In me there are small and frightened synapses,
tortured hard and dark veins of anger that feed upon fear,
of things that never were nor will be.
I am so afraid of my own self in the day just beyond me,
when I will not have enough, not have strength.
Maybe now is the time to say to the assets,
“You are not the master of my fate.
You are part of my life, an important part
but you are not worthy of addiction, fear, submission, or exaltation.”
This may be the very time to break the illusion of accumulating more and more.
This is a life decision, a spiritual decision,
a decision borne of the Spirit.
I must continue to believe that,
in everything and on all pathways,
we are held by the Spirit of the living God,
the final arbiter, the source of all assets.
Not Mr. Carroll or his projections.
Not my own ability to make a decision
or to be or not be selfish about what I do or do not want.
There may be another work to do.
What might it be?
This is my lifelong unanswered question.
What do I desire?
To create. That is what there is and little other.
I have a something in me that wants to be –
a word, a craft, a gift above all.
I have a gift, something to give the world –
My family, community, my own soul.
Creation may be the only way for me to stay fully alive, forever.
Not longevity, but generativity;
Arising each morning with a task,
to have in mind and body an appointment with my soul’s task.
It is time and space to give expression to my experience
for how many years I may be graced to have.
How much money is needed for the creative task?
Very little, something other than financial assets,
rather, assets gained by the heart – days in ecclesia
hearing the sublime gospel,
early morning prayer, in the quiet of the seasons;
running in the cold Carson City mornings before work began.
Tedium of work, physical labor, tending the garden,
tending my body, caring for my truest assets –
of flesh and blood, of wedding band, of an Audrey,
and a Roland, of course.
Many are the assets that cannot be measured –
acquired through confusion, failure, expectations thwarted,
all forming a dark and formless cache of my true life.
Loss of friends, betrayal of loved ones,
time wasted that cannot be regained.
Painful memory assets, unforgotten, the weight of darkness
all portions of my life’s acquired assets.
Where might I find these assets on Mr.
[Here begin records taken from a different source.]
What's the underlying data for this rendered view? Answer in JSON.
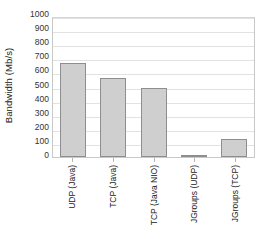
{
  "chart_data": {
    "type": "bar",
    "title": "",
    "xlabel": "",
    "ylabel": "Bandwidth (Mb/s)",
    "categories": [
      "UDP (Java)",
      "TCP (Java)",
      "TCP (Java NIO)",
      "JGroups (UDP)",
      "JGroups (TCP)"
    ],
    "values": [
      670,
      560,
      490,
      15,
      130
    ],
    "ylim": [
      0,
      1000
    ],
    "ytick_labels": [
      "1000",
      "900",
      "800",
      "700",
      "600",
      "500",
      "400",
      "300",
      "200",
      "100",
      "0"
    ],
    "ytick_values": [
      1000,
      900,
      800,
      700,
      600,
      500,
      400,
      300,
      200,
      100,
      0
    ],
    "ytick_step": 100,
    "grid": "horizontal",
    "legend": "none",
    "bar_fill": "#cfcfcf",
    "bar_edge": "#8e8e8e",
    "grid_color": "#e2e2e2",
    "axis_color": "#c8c8c8",
    "background": "#ffffff",
    "xlabel_rotation": 90
  }
}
Carroll’s chart
that shows just when I ought to begin worrying
that I will no longer have enough?
Ah, but I do not feel old as one who “retires.”
It is a word with power, misused,
given too much out of place
saying something about one part of my life
as if I were retiring from life itself.
What else might I call it?
What would help me to break the simplistic
lifelong held spell of this time which comes for some of us?
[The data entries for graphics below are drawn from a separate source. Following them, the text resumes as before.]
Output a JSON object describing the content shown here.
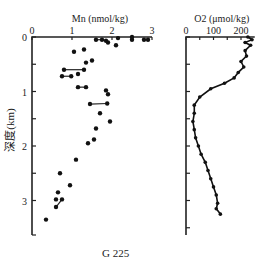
{
  "figure": {
    "station_label": "G 225",
    "ylabel": "深度(km)"
  },
  "chart_data": [
    {
      "type": "scatter",
      "title": "Mn (nmol/kg)",
      "xlabel": "Mn (nmol/kg)",
      "ylabel": "深度(km)",
      "xlim": [
        0,
        3
      ],
      "ylim": [
        3.5,
        0
      ],
      "xticks": [
        "0",
        "1",
        "2",
        "3"
      ],
      "yticks": [
        "0",
        "1",
        "2",
        "3"
      ],
      "grid": false,
      "points": [
        {
          "x": 1.6,
          "y": 0.05
        },
        {
          "x": 1.75,
          "y": 0.05
        },
        {
          "x": 1.85,
          "y": 0.07
        },
        {
          "x": 1.9,
          "y": 0.1
        },
        {
          "x": 2.15,
          "y": 0.02
        },
        {
          "x": 2.5,
          "y": 0.0
        },
        {
          "x": 2.5,
          "y": 0.05
        },
        {
          "x": 2.8,
          "y": 0.05
        },
        {
          "x": 2.9,
          "y": 0.05
        },
        {
          "x": 2.1,
          "y": 0.15
        },
        {
          "x": 1.05,
          "y": 0.27
        },
        {
          "x": 1.3,
          "y": 0.23
        },
        {
          "x": 1.35,
          "y": 0.47
        },
        {
          "x": 1.5,
          "y": 0.43
        },
        {
          "x": 0.8,
          "y": 0.6
        },
        {
          "x": 1.3,
          "y": 0.6
        },
        {
          "x": 1.15,
          "y": 0.68
        },
        {
          "x": 0.75,
          "y": 0.72
        },
        {
          "x": 0.98,
          "y": 0.72
        },
        {
          "x": 1.15,
          "y": 0.92
        },
        {
          "x": 1.35,
          "y": 0.92
        },
        {
          "x": 1.85,
          "y": 0.98
        },
        {
          "x": 1.9,
          "y": 1.05
        },
        {
          "x": 1.45,
          "y": 1.23
        },
        {
          "x": 1.88,
          "y": 1.22
        },
        {
          "x": 1.7,
          "y": 1.4
        },
        {
          "x": 1.95,
          "y": 1.55
        },
        {
          "x": 1.6,
          "y": 1.68
        },
        {
          "x": 1.55,
          "y": 1.88
        },
        {
          "x": 1.4,
          "y": 1.95
        },
        {
          "x": 1.1,
          "y": 2.25
        },
        {
          "x": 0.7,
          "y": 2.5
        },
        {
          "x": 0.95,
          "y": 2.72
        },
        {
          "x": 0.65,
          "y": 2.85
        },
        {
          "x": 0.6,
          "y": 2.98
        },
        {
          "x": 0.75,
          "y": 2.98
        },
        {
          "x": 0.6,
          "y": 3.12
        },
        {
          "x": 0.35,
          "y": 3.35
        }
      ],
      "connected_pairs": [
        [
          0,
          1
        ],
        [
          1,
          2
        ],
        [
          2,
          3
        ],
        [
          14,
          15
        ],
        [
          17,
          18
        ],
        [
          19,
          20
        ],
        [
          23,
          24
        ],
        [
          35,
          36
        ]
      ]
    },
    {
      "type": "line",
      "title": "O2 (μmol/kg)",
      "xlabel": "O2 (μmol/kg)",
      "xlim": [
        0,
        250
      ],
      "ylim": [
        3.5,
        0
      ],
      "xticks": [
        "0",
        "100",
        "200"
      ],
      "grid": false,
      "points": [
        {
          "x": 225,
          "y": 0.0
        },
        {
          "x": 240,
          "y": 0.05
        },
        {
          "x": 215,
          "y": 0.1
        },
        {
          "x": 235,
          "y": 0.15
        },
        {
          "x": 215,
          "y": 0.25
        },
        {
          "x": 220,
          "y": 0.35
        },
        {
          "x": 200,
          "y": 0.45
        },
        {
          "x": 210,
          "y": 0.55
        },
        {
          "x": 190,
          "y": 0.65
        },
        {
          "x": 175,
          "y": 0.75
        },
        {
          "x": 140,
          "y": 0.85
        },
        {
          "x": 90,
          "y": 0.95
        },
        {
          "x": 50,
          "y": 1.1
        },
        {
          "x": 30,
          "y": 1.25
        },
        {
          "x": 30,
          "y": 1.4
        },
        {
          "x": 25,
          "y": 1.55
        },
        {
          "x": 30,
          "y": 1.7
        },
        {
          "x": 35,
          "y": 1.85
        },
        {
          "x": 45,
          "y": 2.0
        },
        {
          "x": 55,
          "y": 2.15
        },
        {
          "x": 70,
          "y": 2.3
        },
        {
          "x": 80,
          "y": 2.45
        },
        {
          "x": 90,
          "y": 2.6
        },
        {
          "x": 100,
          "y": 2.75
        },
        {
          "x": 110,
          "y": 2.9
        },
        {
          "x": 115,
          "y": 3.05
        },
        {
          "x": 110,
          "y": 3.15
        },
        {
          "x": 125,
          "y": 3.25
        }
      ]
    }
  ]
}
Transition, passage, threshold?
So formal.
Perhaps I will keep moving
one day to the next, open my eyes to see.
What do I call that way of being?
Aware. Mindful. Awakened.
I feel no older now that when I earned my first Social Security income,
at Mooney’s Ben Franklin, in 1968, when I was a teenager.
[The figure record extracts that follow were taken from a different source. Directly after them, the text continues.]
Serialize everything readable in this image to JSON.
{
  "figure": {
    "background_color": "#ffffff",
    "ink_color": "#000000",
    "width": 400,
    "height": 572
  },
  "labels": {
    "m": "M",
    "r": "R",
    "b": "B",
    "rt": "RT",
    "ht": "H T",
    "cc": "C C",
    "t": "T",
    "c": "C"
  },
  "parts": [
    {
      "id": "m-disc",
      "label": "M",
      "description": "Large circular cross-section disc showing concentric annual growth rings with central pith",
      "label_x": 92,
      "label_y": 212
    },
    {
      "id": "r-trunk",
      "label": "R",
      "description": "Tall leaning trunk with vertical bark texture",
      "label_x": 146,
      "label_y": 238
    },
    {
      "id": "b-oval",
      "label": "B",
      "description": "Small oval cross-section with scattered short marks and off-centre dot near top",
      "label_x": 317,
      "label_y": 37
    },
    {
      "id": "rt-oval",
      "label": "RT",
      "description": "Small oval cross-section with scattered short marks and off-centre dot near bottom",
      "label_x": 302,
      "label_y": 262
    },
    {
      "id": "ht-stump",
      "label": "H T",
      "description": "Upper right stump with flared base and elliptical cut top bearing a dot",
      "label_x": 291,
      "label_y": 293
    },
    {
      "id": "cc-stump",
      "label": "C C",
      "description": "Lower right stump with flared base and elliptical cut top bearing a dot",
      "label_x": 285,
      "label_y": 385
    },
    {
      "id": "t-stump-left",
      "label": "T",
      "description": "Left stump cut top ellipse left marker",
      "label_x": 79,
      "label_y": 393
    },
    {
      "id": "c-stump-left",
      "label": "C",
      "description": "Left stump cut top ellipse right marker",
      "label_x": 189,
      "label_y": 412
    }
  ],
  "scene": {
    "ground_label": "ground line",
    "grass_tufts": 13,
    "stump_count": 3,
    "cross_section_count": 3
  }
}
How could it be, that more than forty-five years
do not possess a weight dragging at my body?
It only goes to show, as if it needed showing,
that work and time are not at all the same.
I am something other than what I do or did for a living,
or how much I made in a year or have made through the years.
Some income I’ve saved, and some I’ve spent wastefully.
Some I’ve used to see the world,
some to fix the car or buy the groceries.
Some is gone and some is left.
If I could weigh it all, what was and what will be,
would my past outweigh my future
simply by virtue of number of years, or income earned?
Rather, our life is one weight.
With each day’s passage we shed some of it
and, if it feels heavy, it is an illusion.
We lighten our load with the passing of time
until we reach our last day.
Then, we are a feather blown aloft
so light we are from having spent the last of our assets –
given away all our days and all of our selves.